Silicon Valley then spent the next few decades trying to understand that behavior so they could isolate it, strip all positive value out of it, and make it highly profitable.
You need to like them to update the weights of the algo, it works well
Update, it does not run properly in Firefox on iOS. After it has loaded to 100%, the site refreshes.
Coincidence?! Yeah, probably.
It's kind of like the opposite to my Wikipedia project Redactle.net which takes a lot of effort.
OP, since you're encountering load issues I would suggest narrowing your corpus to Wikipedia vital level 3 and caching all the content since it's only 1000 articles.
Should be: Please only continue if you're not at work.
Yeah, it got really sticky real fast. From the random (?) selection it starts off where I couldn't recognize anything but popular TV shows, it immediately over-indexed on that content and I had to fight for my life to see anything else in the feed that I would recognize and consider a good algorithmic pick for my interests.
Which is brilliant, because Instagram has the same issue for me - absolute metric tons of garbage and whenever there is a gem in that landfill of a feed that I interact with positively, it's nothing but more of that on my feed for weeks until I grow sick of that given thing. In conclusion, Instagram could have used this 30 line algorithm and I'd have the same exact experience when using it.

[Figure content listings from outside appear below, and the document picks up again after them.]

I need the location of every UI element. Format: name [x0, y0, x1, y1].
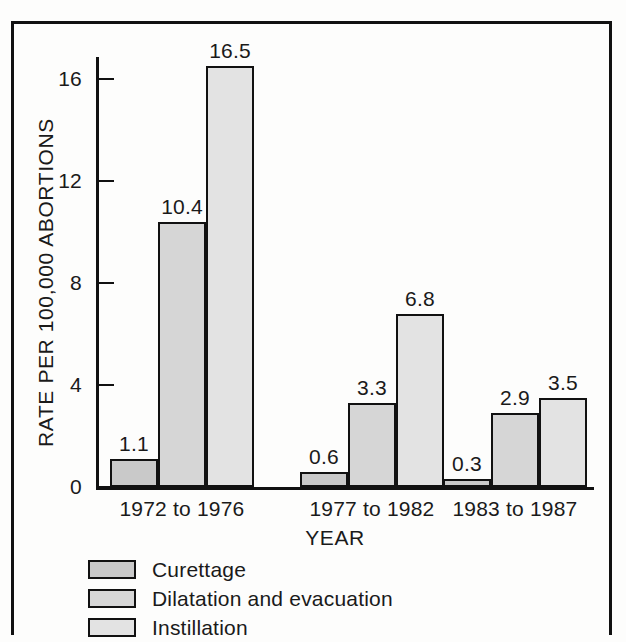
legend-item: Dilatation and evacuation	[88, 585, 548, 612]
bar	[443, 479, 491, 487]
legend-swatch	[88, 560, 136, 579]
chart-legend: CurettageDilatation and evacuationInstil…	[88, 556, 548, 642]
legend-item: Curettage	[88, 556, 548, 583]
y-tick-mark	[99, 180, 114, 182]
y-tick-label: 4	[48, 374, 82, 395]
legend-label: Curettage	[152, 559, 246, 580]
legend-swatch	[88, 589, 136, 608]
bar	[539, 398, 587, 487]
y-tick-label: 12	[48, 170, 82, 191]
x-group-label: 1972 to 1976	[82, 498, 282, 519]
chart-figure: RATE PER 100,000 ABORTIONS YEAR 0481216 …	[0, 0, 626, 642]
y-tick-mark	[99, 78, 114, 80]
y-tick-label: 16	[48, 68, 82, 89]
bar-value-label: 6.8	[382, 288, 458, 309]
bar-value-label: 16.5	[192, 40, 268, 61]
legend-label: Dilatation and evacuation	[152, 588, 393, 609]
bar	[348, 403, 396, 487]
y-tick-mark	[99, 384, 114, 386]
bar-value-label: 3.5	[525, 372, 601, 393]
y-tick-label: 8	[48, 272, 82, 293]
y-tick-label: 0	[48, 476, 82, 497]
bar	[158, 222, 206, 487]
bar	[491, 413, 539, 487]
bar	[300, 472, 348, 487]
y-tick-mark	[99, 282, 114, 284]
x-axis-line	[96, 487, 594, 490]
legend-item: Instillation	[88, 614, 548, 641]
y-axis-line	[96, 57, 99, 489]
bar	[206, 66, 254, 487]
bar	[110, 459, 158, 487]
plot-area: RATE PER 100,000 ABORTIONS YEAR 0481216 …	[0, 0, 626, 642]
x-axis-title: YEAR	[0, 527, 626, 548]
legend-swatch	[88, 618, 136, 637]
x-group-label: 1983 to 1987	[415, 498, 615, 519]
legend-label: Instillation	[152, 617, 248, 638]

Algorithmic feeds are obviously problematic for turning several generations into lobotomized zombies, but they are also just not very good at nuance, so it is not even a case of something that's bad for you but it just feels so good. It's just something that's bad, but is able to penetrate the very low defenses in human psychology for resisting addiction and short-term gratification and there is no incentive to improve them for the sake of the user as long as they work for the advertisers.
But then I look at the comments, and it really looks like some people want this.
Now I'm depressed.
DuckDB loaded in the browser via WebAssembly and Parquet files in S3.
Please consider taking an hour and push this to a Github with quick readme. Scientists and developers would get it. We have been building a torrent-based alternative to Youtube for a few years. Not many knowledge out there around operational frontpage algorithm.
I easily have over 100 tabs of wikipedia open at any one time, reading about the most random stuff ever. I'm the guy who will unironically look up the food I'm eating on wikipedia while I'm eating it.
No need to try to make it "doomscrollable" when it's already got me by the balls.
I gave up after about a minute.
And a plug for my own (fiendishly difficult) Wikipedia-based game:
The difference is just that this web page shows you how much data it transfers instead of doing it in the background.